Prosecution: Defendant spewed racist comments, admitted killing

LOS ANGELES - White supremacist Buford O. Furrow Jr., accused of murdering a Filipino-American postman and shooting up a Jewish center, spewed racist hatred on the day of his arrest, admitted the killing and said he would kill all nonwhites if he could, the government alleged Tuesday.

Furrow also declared himself to be ''at war with the Jewish-controlled federal government'' and said he hoped others would emulate his actions by committing crimes similar those committed on Aug. 10, 1999, federal prosecutors said in a motion.

They added, ''The defendant explicitly stated that he is not sorry for his crimes.''

The 61-page government document was one of two filed in support of the federal effort to seek the death penalty for Furrow. In all, there were 111 pages of arguments submitted to U.S. District Judge Nora Manella, recently appointed to take over the case.

Prosecutors also disclosed that two months after his incarceration last summer, Furrow threatened to kill a Latino prison inmate and guards assigned to his housing unit.

In addition, they said, he threatened the life of the woman he referred to as his wife and her son, ''including a threat to deliver the son's head to her on a platter.''

Furrow is charged with killing letter carrier Joseph Ileto just hours after allegedly wounding three boys, a teen-age girl and a woman at the North Valley Jewish Community Center last Aug. 10.

Furrow has pleaded innocent and his team of public defenders has launched an effort to save him from the death penalty. They have argued that the federal death penalty statute is unconstitutional and that the factors presented to justify it in the Furrow case were too vague.

The government responded with more specifics as well as a mountain of case law citations to support its position.

Among points in the government briefs was evidence of hate-crime motivation. The prosecutors said that after Furrow surrendered to the FBI in Las Vegas he told them he had killed Ileto because he was not white.

''During an interview with law enforcement authorities ... the defendant described Joseph Santos Ileto as a 'Chink or Spic' and referred to Mr. Ileto as a 'target of opportunity' to murder,''' the motion said.

Furrow further admitted in the interviews that he wanted to send a message of racial hatred and to instill fear in other nonwhite persons across the country, the document said.

As for the question of whether Furrow would be a future danger, the prosecutors said, ''The defendant stated that if he could kill all nonwhite persons, he would not hesitate to do so.''

They said that Furrow's statements after he surrendered were not ''fleeting or spontaneous reactions'' but rather ''deliberate and callous statements he made to federal agents after reflecting on his crimes overnight, watching television coverage of the incidents and deciding to surrender so that his boastful message could be communicated to others.''

Furrow has a history of treatment for mental illness but the defense has not yet said if it will present a mental illness defense. The lawyers are under court order to state their intentions in that regard by June 26 and to disclose the names of any experts they may use to show that Furrow was not in his right mind at the time of the shootings.

The next hearing on the death penalty issue is scheduled for June 5.

A key lawyer on Furrow's defense team is Judy Clarke, a federal public defender who handled the Unabomber case. Defendant Theodore Kaczynski was allowed to plead guilty and received a life sentence after evidence showed he suffered from schizophrenia. Rulings in the Kaczynski case were cited in the Furrow case briefs.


▶ Requirement:
From the line with "At what (x,y)" to the end of the data below, restate each line word for word, both ends included, without the pictures.

(Stored data)
────────
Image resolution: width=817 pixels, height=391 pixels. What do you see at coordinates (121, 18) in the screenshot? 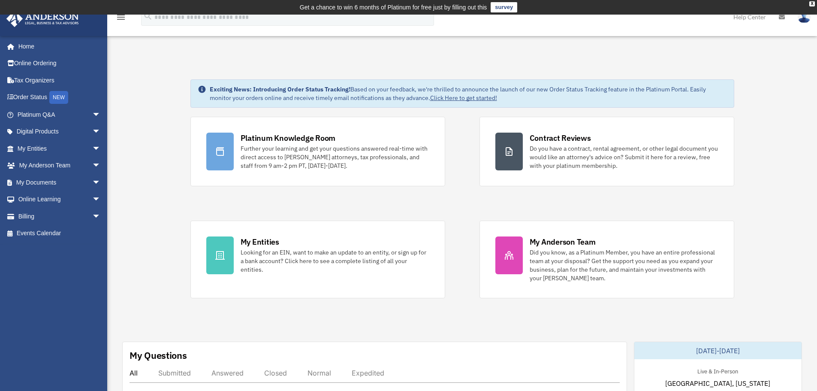
I see `a: menu` at bounding box center [121, 18].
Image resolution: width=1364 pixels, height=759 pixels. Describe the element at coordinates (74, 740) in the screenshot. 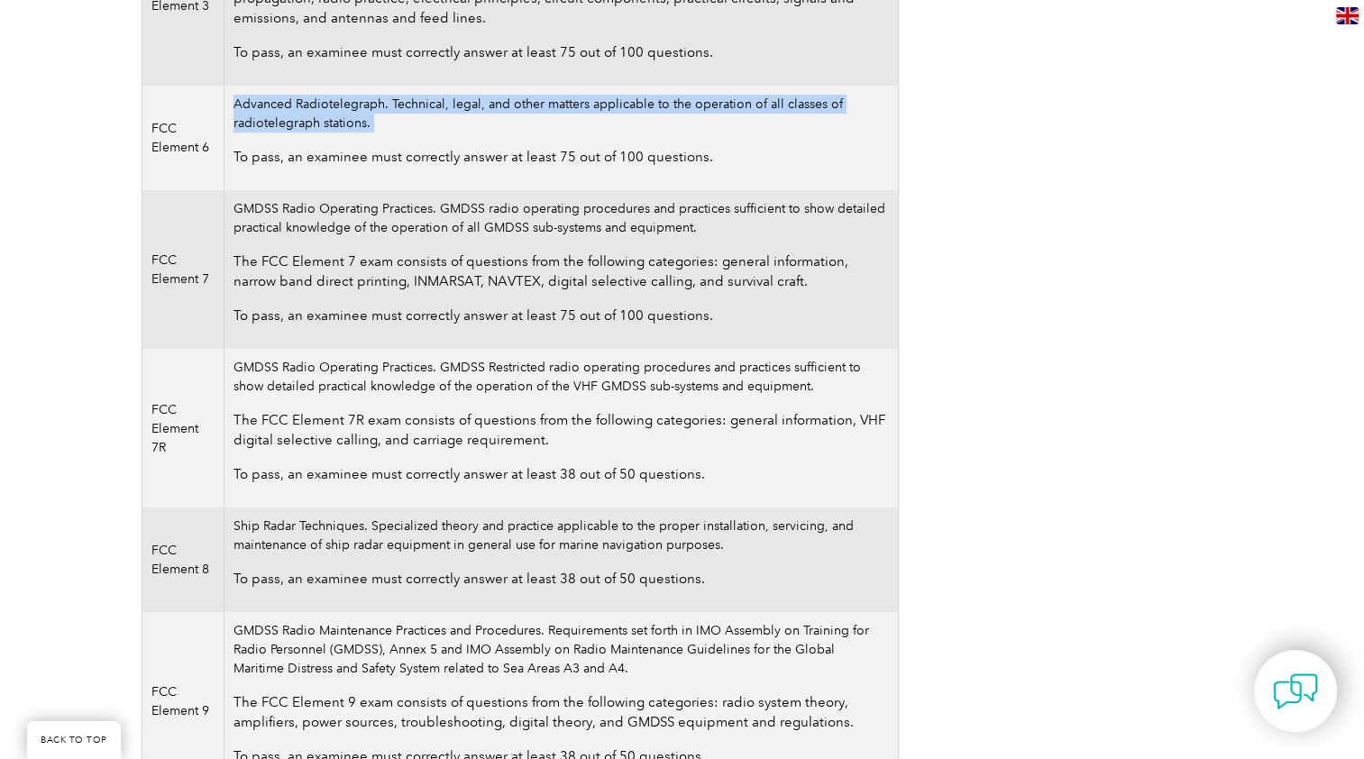

I see `a: BACK TO TOP` at that location.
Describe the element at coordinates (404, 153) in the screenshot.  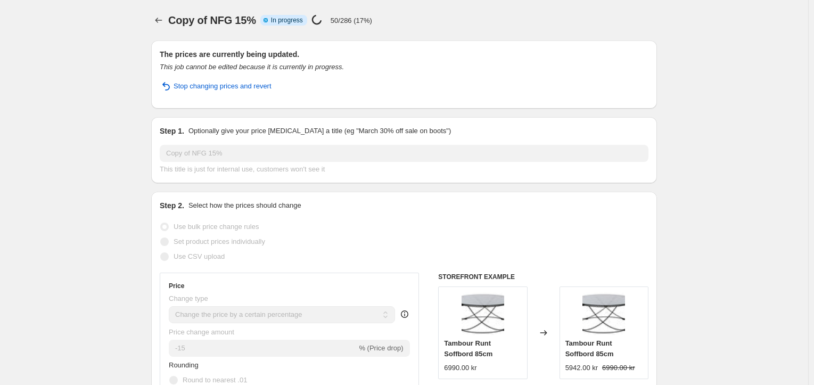
I see `input: 30% off holiday sale` at that location.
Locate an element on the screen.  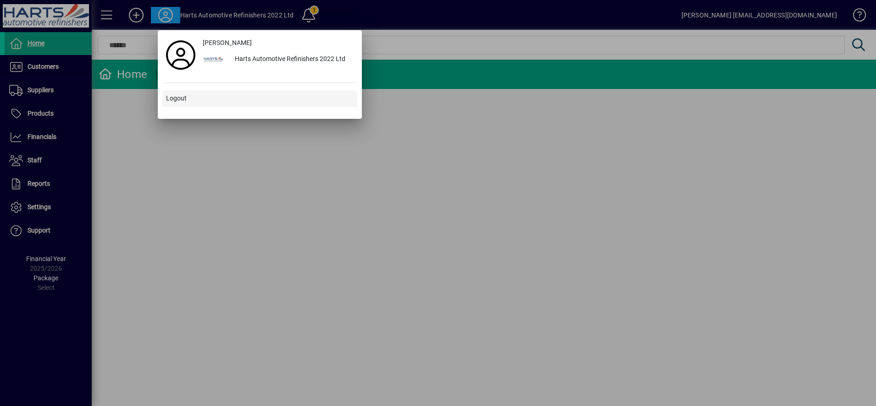
button: Harts Automotive Refinishers 2022 Ltd is located at coordinates (278, 60).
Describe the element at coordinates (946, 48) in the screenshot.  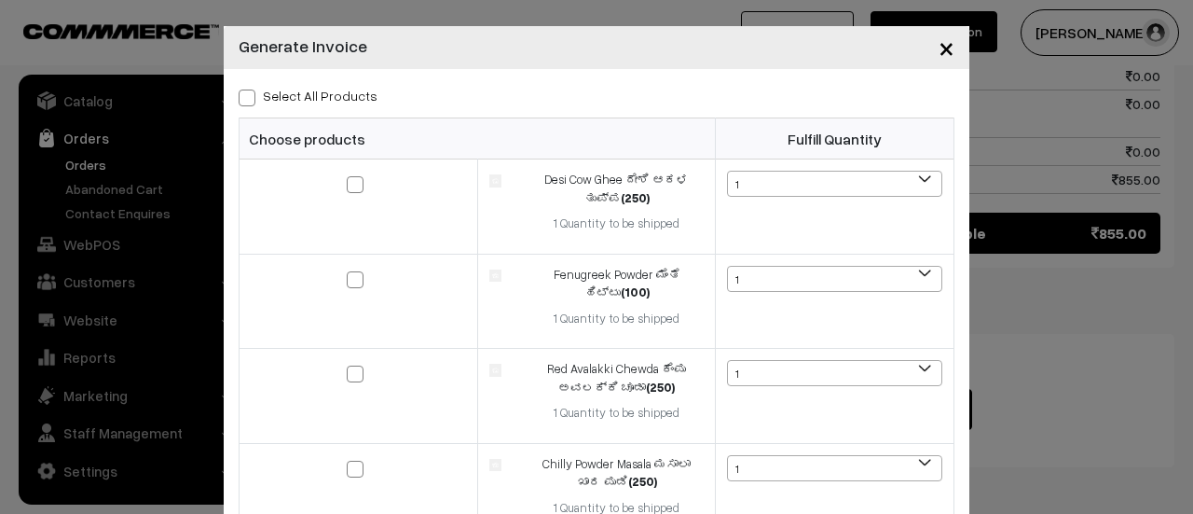
I see `button: Close` at that location.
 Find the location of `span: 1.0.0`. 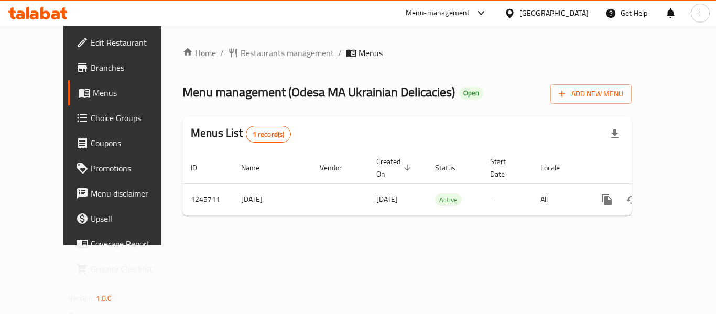

span: 1.0.0 is located at coordinates (104, 298).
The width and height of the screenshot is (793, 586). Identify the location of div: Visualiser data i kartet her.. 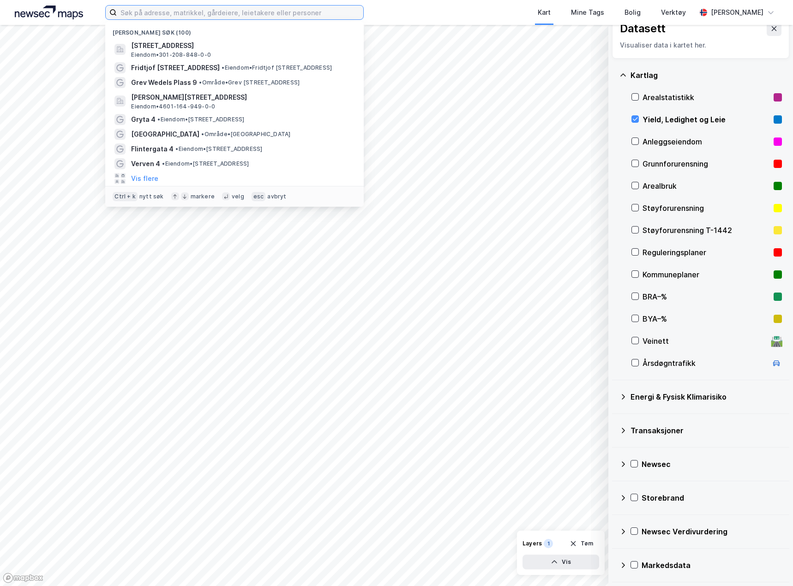
(701, 45).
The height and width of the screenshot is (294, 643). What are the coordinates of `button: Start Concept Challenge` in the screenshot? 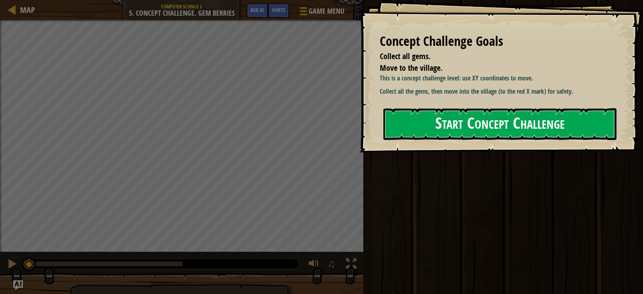 It's located at (500, 124).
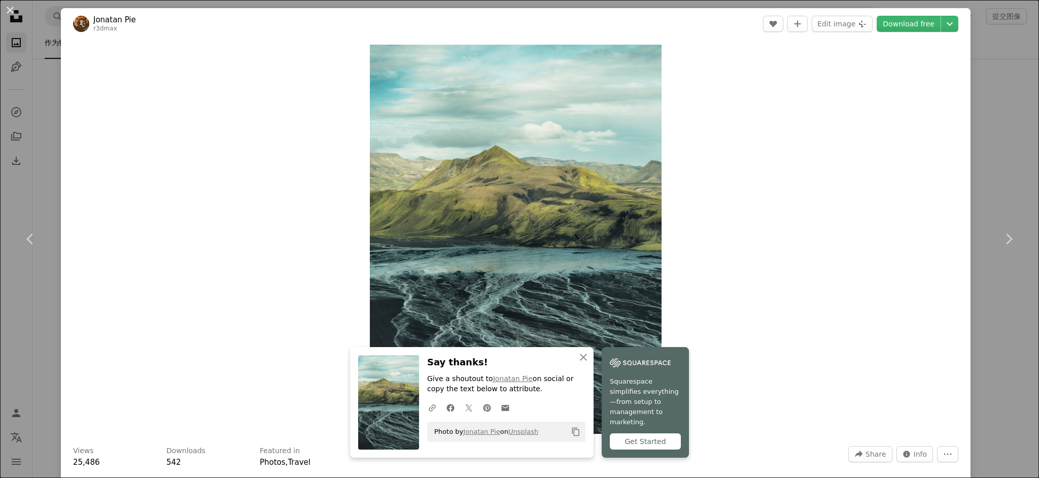  What do you see at coordinates (299, 462) in the screenshot?
I see `a: Travel` at bounding box center [299, 462].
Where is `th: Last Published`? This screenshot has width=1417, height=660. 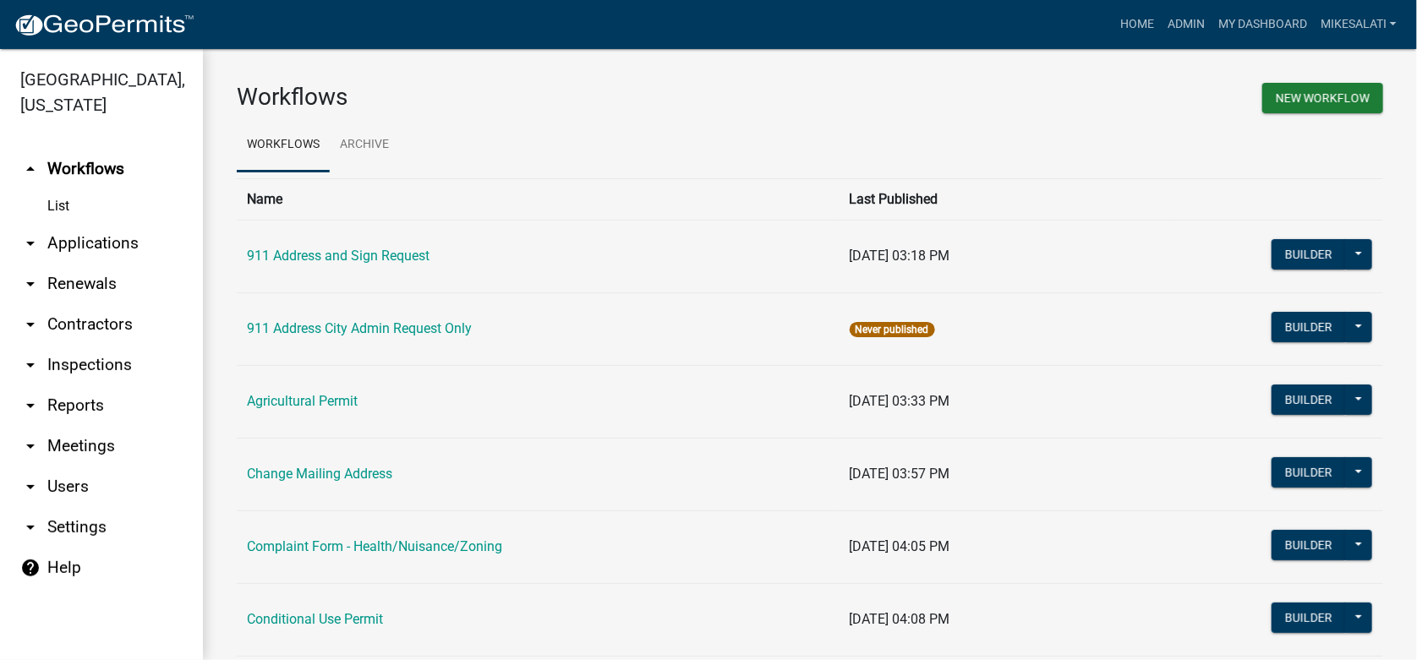 th: Last Published is located at coordinates (1006, 199).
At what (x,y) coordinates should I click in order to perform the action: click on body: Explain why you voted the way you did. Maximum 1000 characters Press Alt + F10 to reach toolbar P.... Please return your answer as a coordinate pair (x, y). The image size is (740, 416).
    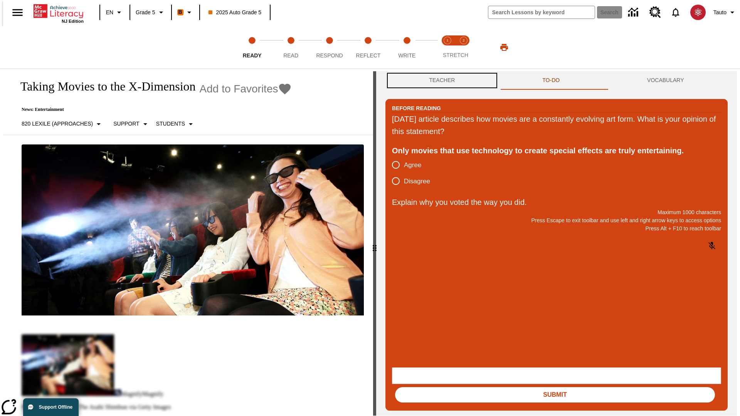
    Looking at the image, I should click on (58, 10).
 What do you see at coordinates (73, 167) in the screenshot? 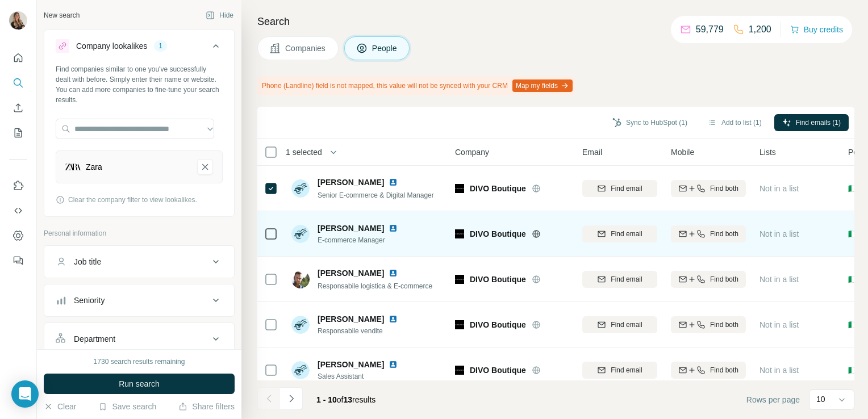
────────
▶ Answer for the task:
At what (x,y) coordinates should I click in order to perform the action: click on body: Explain why you voted the way you did. Maximum 1000 characters Press Alt + F10 to reach toolbar P.... Please return your answer as a coordinate pair (x, y). The image size is (740, 416).
    Looking at the image, I should click on (58, 10).
 What do you see at coordinates (73, 167) in the screenshot? 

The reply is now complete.